Image of Rangers fans Ibrox pitch invasion after Scottish Cup defeat to Celtic.

The Rangers Ibrox statement: deflection, denial, and Celtic standards

The fallout from Sunday’s Scottish Cup fixture at Ibrox has reached a fever pitch following a lengthy official statement from Rangers.

The row over the Rangers and Celtic fan clashes continues after Rangers’ statement uses the expected corporate vocabulary of independent reviews and ‘regulatory engagement.

Any Celtic supporter looking closer can see a masterclass in selective memory and strategic gaslighting.

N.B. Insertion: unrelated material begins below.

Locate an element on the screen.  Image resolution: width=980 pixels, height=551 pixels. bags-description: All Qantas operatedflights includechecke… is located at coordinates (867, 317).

We break down the whole statement below:

Rangers claiming that ‘safety must always come first’ while failing to mention the security breaches of the day is laughable.

The statement conveniently ignores the sight of hundreds of home fans charging 200 yards across the pitch and assaulting Celtic staff and players, nor does it address the missiles launched at Celtic supporters.

To ‘unequivocally condemn’ disorder while omitting the specific actions of the Rangers fans is weak leadership and it reeks of a cover-up.

Calling out the hypocrisy against the Celtic identity

The most cynical part of the statement is the pivot to moral high ground.

Let’s be clear: the graffiti referencing the Ibrox Disaster is vile, cowardly, and has no place in our game. As Celtic fans, we should lead the way in condemning the mockery of tragedy.

However, Rangers cannot use that genuine outrage as a shield to hide the Ibrox sectarianism echoing within their own walls.

How can a club be ‘appalled’ by a few pieces of graffiti while remaining stone-cold silent on tens of thousands of voices singing songs of hate for 90 minutes?

You cannot demand ‘dignity and respect’ for your history while your stadium sings their sectarian bile, led by the matchday organiser, towards the Celtic support.

Rangers’ plea for an independent review that includes ‘ticket allocations’ is a transparent attempt to shift the narrative onto the authorities.

We see through it. It wasn’t the police or the council who threw objects at the pitch; it was a failure of internal control. Accountability is what is needed here, not a rewrite of history.

Celtic fans are debating this right now in The Jungle 🍀

Opinions are split. Some fans see it one way, others see it very differently.

The conversation is already live in The Jungle — the Born Celtic forum where proper football arguments happen without algorithms deciding who gets heard.